Future Tense

The Best Screen Time

A program to help low-income parents learn alongside their children in the hope that they will encourage more productive screen time.

Jessica Green and her daughter, Ceriyanna Green-Ross, explore an educational app together during a Tech Goes Home early childhood course in Chattanooga, Tennessee.

Jessica Green and her daughter, Ceriyanna Green-Ross, explore an educational app together during a Tech Goes Home early childhood course in Chattanooga, Tennessee.

Photo by Kelly McCarthy

BOSTON—The library in Boston’s Haynes Early Education Center is a bright, cheery space filled with well-stocked bookcases, tables ringed by small wooden chairs, art supplies, cushions for story time, and dozens of laminated vocabulary words strung below an oversize paper alphabet. But one of the most important learning tools here is a small gray box lit by a blinking green LED, perched well above kid-height on a yellow wall by the door. It’s the Wi-Fi transponder that brings broadband Internet to the fingertips of about 175 small children—preschool through first grade, mostly from low-income black and Hispanic families.  

Just a few years ago, preschools and kindergartens were largely no-go zones for technology—holdouts against the rising digital tide in our lives. But the absolutist resistance has been crumbling with surprising speed. Increasingly, parents and educators debate how, not if, we should mix technology and our youngest learners. The question is especially pressing in rural communities and inner-city neighborhoods, like the one the Haynes serves, in which kids are less likely to have access to computers and broadband Internet at home.

Now, a new program at the Haynes and a handful of other centers teaches computer basics to parents and preschoolers together, enabling the parents to explore educational apps and computer-literacy skills alongside their children.

“The goal,” said Jamie Dunne-Duarte, the Haynes librarian, “is to help the parent get comfortable with the technology, so they can get involved and engage with their child’s use of the computer, to see it as a learning tool, instead of a pacifier or a babysitter.”
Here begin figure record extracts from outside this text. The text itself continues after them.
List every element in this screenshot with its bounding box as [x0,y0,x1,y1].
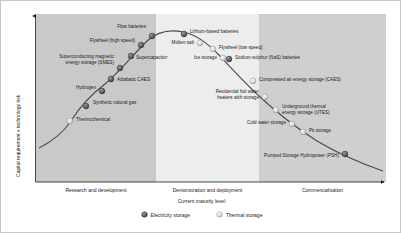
legend-item-electricity-storage[interactable]: Electricity storage [141,211,190,218]
data-point-label: Hydrogen [76,85,96,90]
data-point-label: Superconducting magnetic energy storage … [59,54,114,65]
y-axis-title: Capital requirement x technology risk [15,95,21,177]
data-point-label: Compressed air energy storage (CAES) [259,77,341,82]
data-point-marker[interactable] [262,94,268,100]
legend-item-thermal-storage[interactable]: Thermal storage [216,211,262,218]
electricity-storage-marker-icon [141,211,148,218]
data-point-marker[interactable] [117,65,123,71]
data-point-label: Cold water storage [247,120,286,125]
x-axis-title: Current maturity level [1,198,401,204]
data-point-label: Adiabatic CAES [117,77,150,82]
data-point-marker[interactable] [273,107,279,113]
data-point-marker[interactable] [289,121,295,127]
data-point-marker[interactable] [220,55,226,61]
data-point-marker[interactable] [138,42,144,48]
data-point-marker[interactable] [342,151,348,157]
data-point-label: Synthetic natural gas [93,100,136,105]
phase-label-1: Demonstration and deployment [156,187,259,193]
thermal-storage-marker-icon [216,211,223,218]
data-point-marker[interactable] [226,56,232,62]
data-point-marker[interactable] [67,118,73,124]
chart-legend: Electricity storageThermal storage [1,211,401,218]
data-point-marker[interactable] [108,76,114,82]
chart-figure: Synthetic natural gasHydrogenAdiabatic C… [0,0,401,233]
legend-label: Thermal storage [226,212,262,218]
data-point-label: Pit storage [309,128,331,133]
data-point-marker[interactable] [128,53,134,59]
data-point-label: Molten salt [172,40,194,45]
data-point-marker[interactable] [181,31,187,37]
data-point-marker[interactable] [83,103,89,109]
data-point-marker[interactable] [250,78,256,84]
data-point-label: Ice storage [194,55,217,60]
data-point-label: Flywheel (low speed) [219,45,263,50]
data-point-marker[interactable] [300,129,306,135]
data-point-label: Flow batteries [117,24,146,29]
data-point-label: Underground thermal energy storage (UTES… [282,104,330,115]
phase-label-2: Commercialisation [259,187,386,193]
data-point-marker[interactable] [210,46,216,52]
data-point-label: Residential hot water heaters with stora… [216,89,259,100]
data-point-label: Lithium-based batteries [190,29,238,34]
data-point-marker[interactable] [197,40,203,46]
data-point-label: Supercapacitor [136,55,167,60]
data-point-label: Thermochemical [76,117,110,122]
data-point-marker[interactable] [99,88,105,94]
data-point-label: Sodium-sulphur (NaS) batteries [235,55,300,60]
phase-label-0: Research and development [36,187,156,193]
data-point-marker[interactable] [149,33,155,39]
legend-label: Electricity storage [151,212,190,218]
data-point-label: Flywheel (high speed) [90,38,135,43]
data-point-label: Pumped Storage Hydropower (PSH) [264,153,339,158]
The initiative was launched in 2014 by Tech Goes Home, part of the nonprofit Open Air Boston, which works to expand Internet access in the city’s low-income neighborhoods. TGH trains teachers and administrators at local schools to lead the classes, in which parents are encouraged to ask their kids questions about what they’re doing and learning as they work on the computers. The goal is to bring technology to the pre-K crowd and help bridge the digital divide. In both efforts, parents are key.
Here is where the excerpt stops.